Freed Prisoner
Canada's only air force prisoner of the Korean war flew home to freedom last week. As the airliner from Tokyo touched down at the Vancouver airport, a handsome honey blonde broke from the crowd and ran to her husband, Squadron Leader
Andrew MacKenzie, freed after two years as a war prisoner in Communist China.
The 34-year-old Montreal fighter-pilot was serving as an exchange officer with the U.S. Air Forces in Korea when he was shot down in 1952. At the Geneva Conference last June, Canada made a direct appeal to Chinese Foreign Minister Chou En-lai for MacKenzie's release, but the Chinese did nothing about it until the eleven U.S. flyers were recently sentenced to prison in China for espionage (see NATIONAL AFFAIRS). Then, the same day that the Americans were condemned, Peking suddenly announced that MacKenzie would be released. Three Red Chinese soldiers escorted the Canadian to the barricaded China-Hong Kong border where an R.C.A.F. officer waited to meet him.
MacKenzie was advised not to talk about his prison experiences until after questioning by intelligence officers, but he did reveal one important fact: there were U.S. airmen imprisoned with him, none of them among those tried and sentenced for espionage. Obviously, China is holding more U.S. prisoners than the Reds have yet admitted.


■ Assignment
Exact copy, pictures excluded: set down only the lines from the one with "Crop the region containing land vehicle." through the end of the entries, keeping both end lines.

■ Dataset records
--- START ---
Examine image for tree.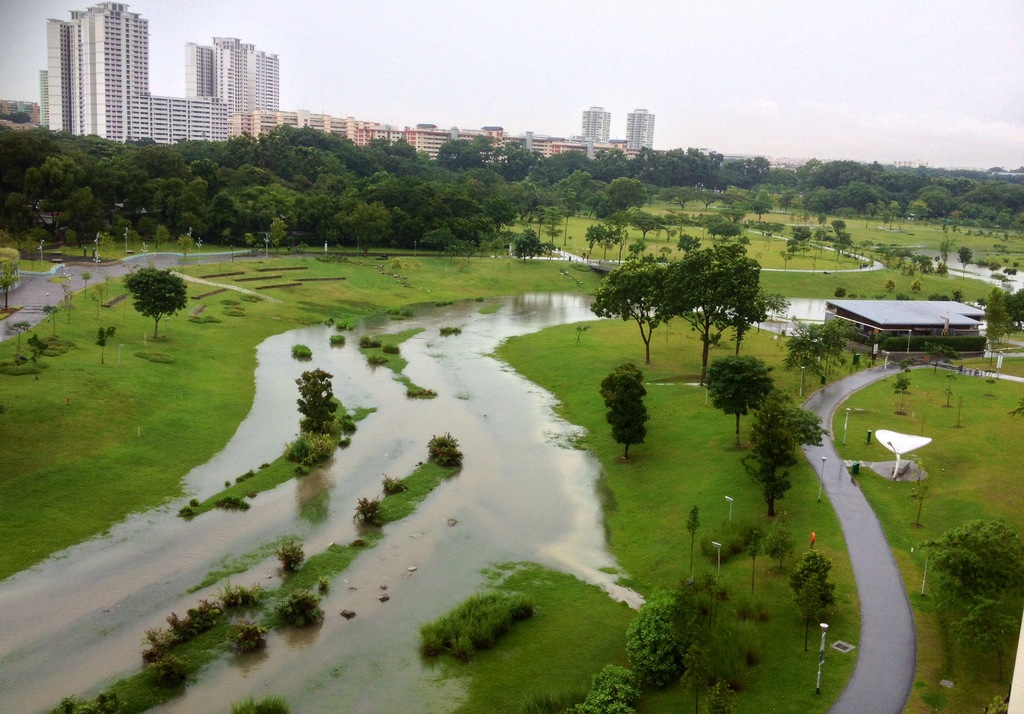
Examination result: {"x1": 1003, "y1": 289, "x2": 1023, "y2": 329}.
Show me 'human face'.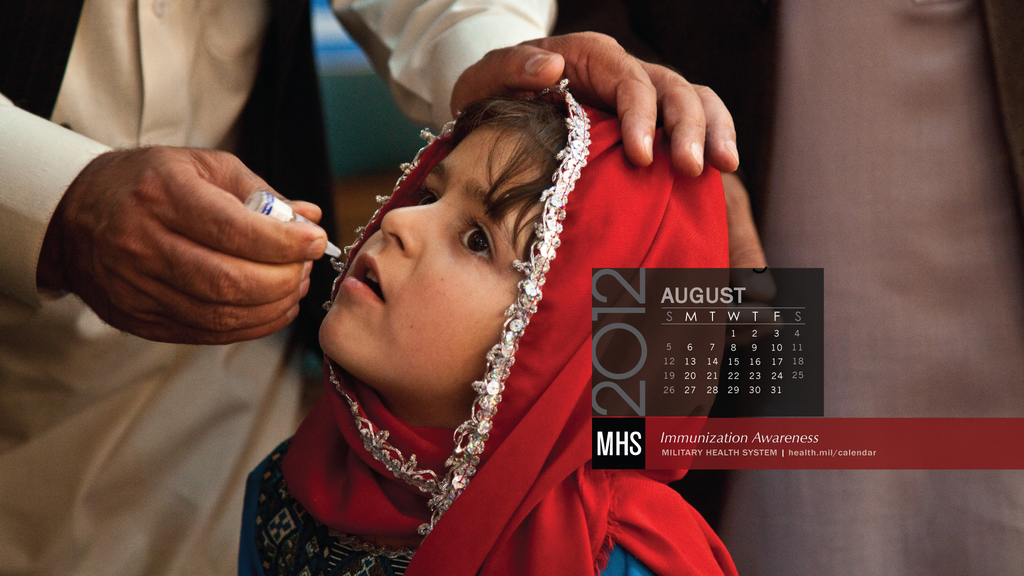
'human face' is here: select_region(316, 120, 548, 406).
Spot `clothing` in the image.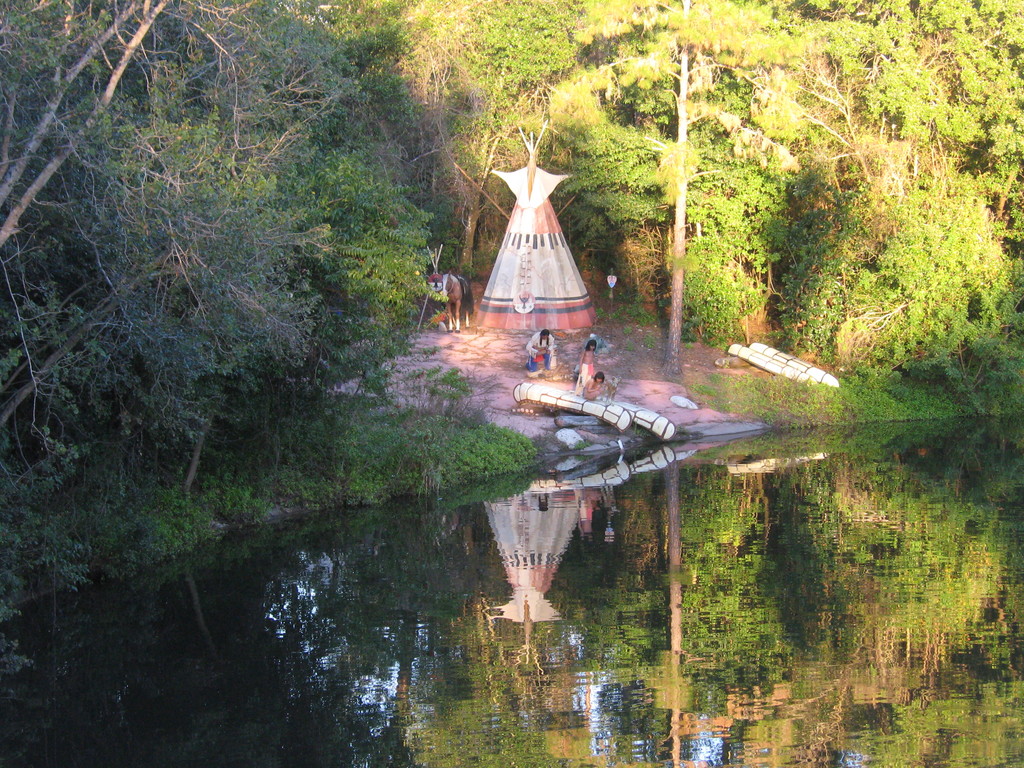
`clothing` found at BBox(525, 332, 555, 375).
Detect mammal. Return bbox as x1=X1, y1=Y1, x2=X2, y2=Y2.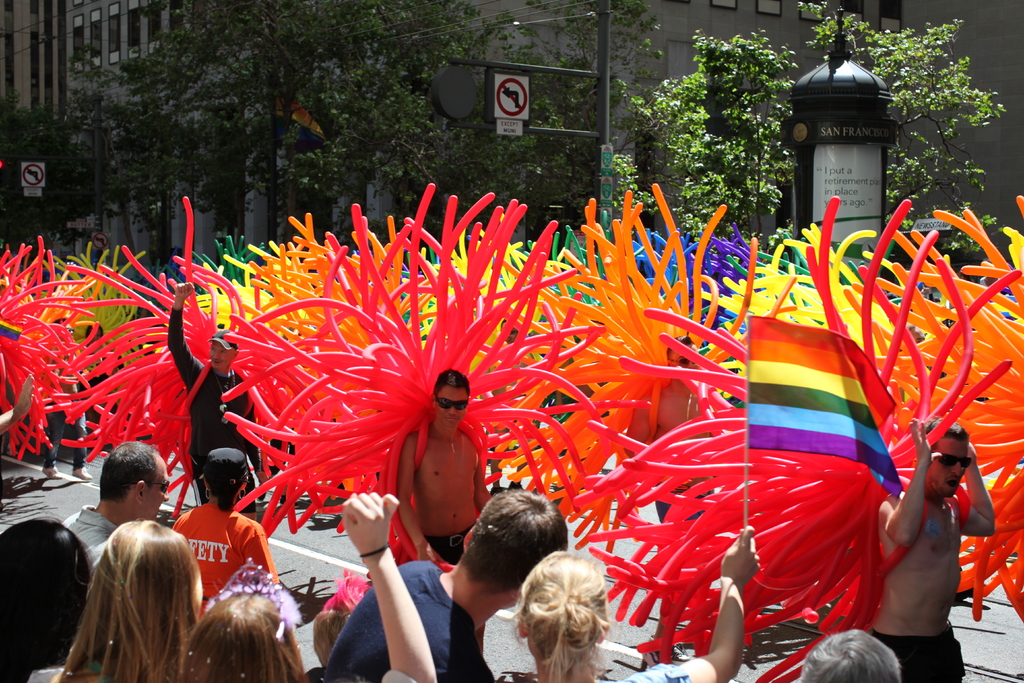
x1=163, y1=278, x2=266, y2=506.
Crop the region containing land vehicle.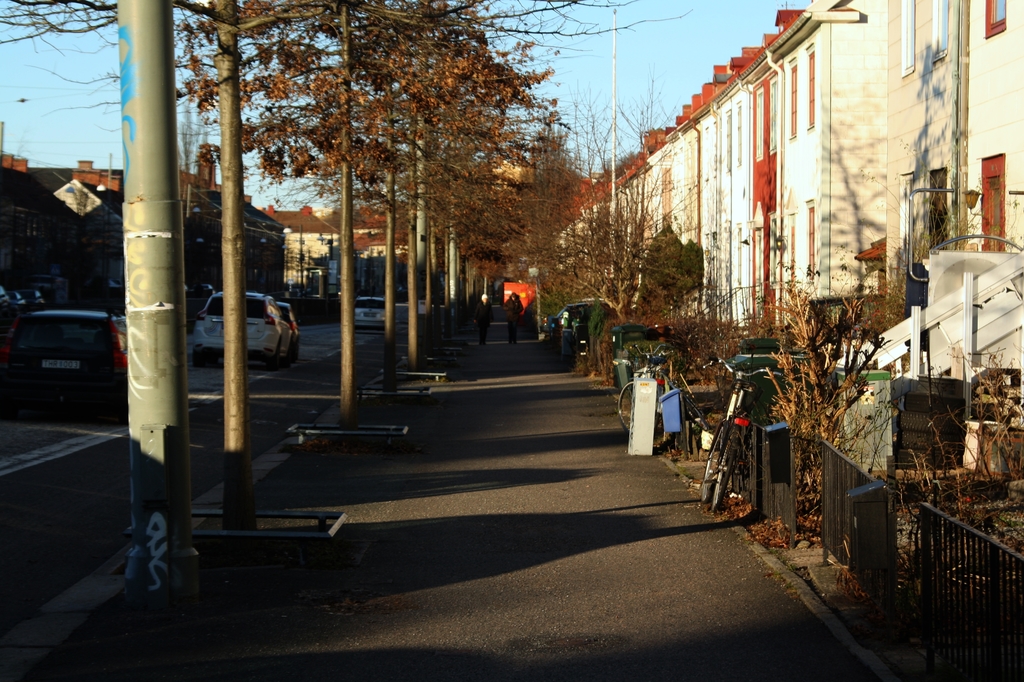
Crop region: select_region(618, 344, 698, 433).
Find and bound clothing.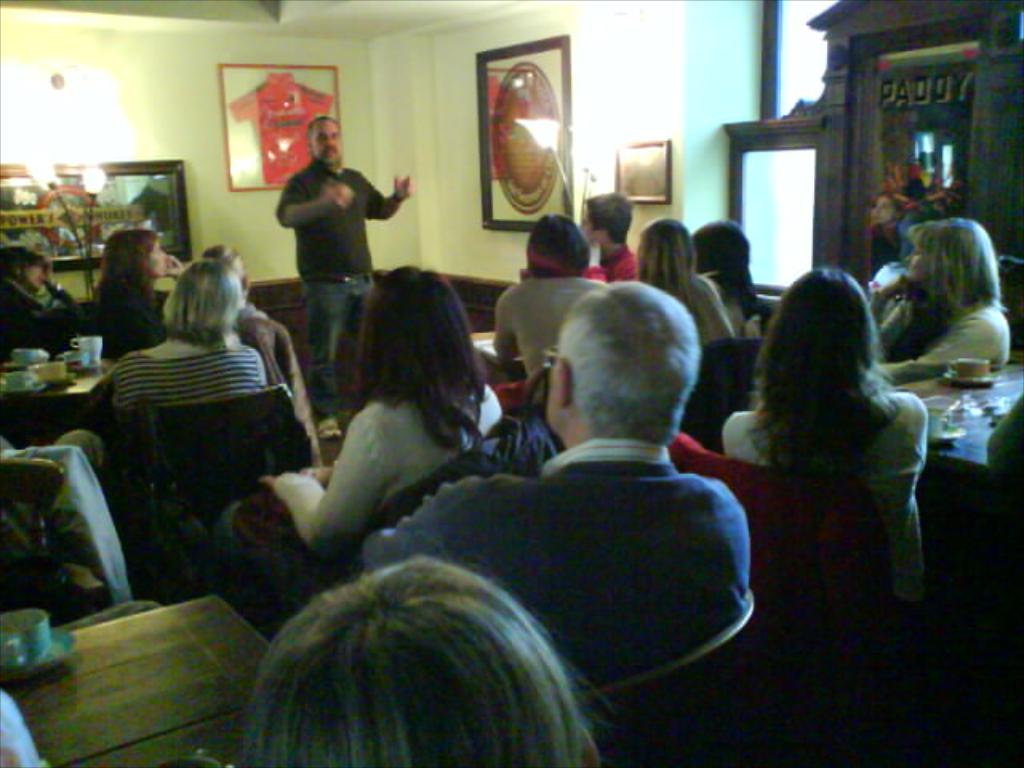
Bound: [x1=690, y1=277, x2=725, y2=347].
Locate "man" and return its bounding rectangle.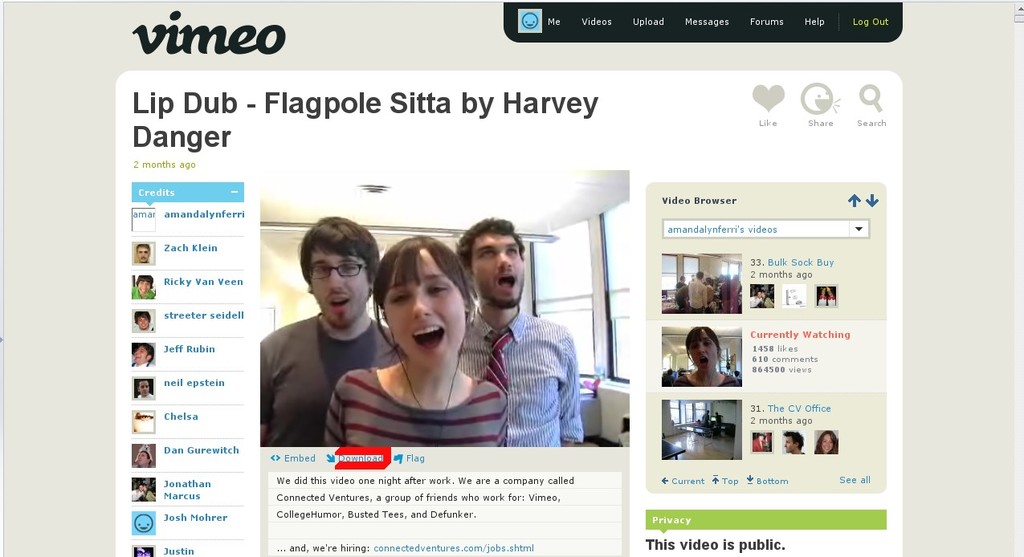
region(136, 243, 151, 262).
--- END ---
■ Result of the task
Crop the region containing land vehicle.
Crop region: select_region(618, 344, 698, 433).
Find and bound clothing.
Bound: [x1=690, y1=277, x2=725, y2=347].
Locate "man" and return its bounding rectangle.
region(136, 243, 151, 262).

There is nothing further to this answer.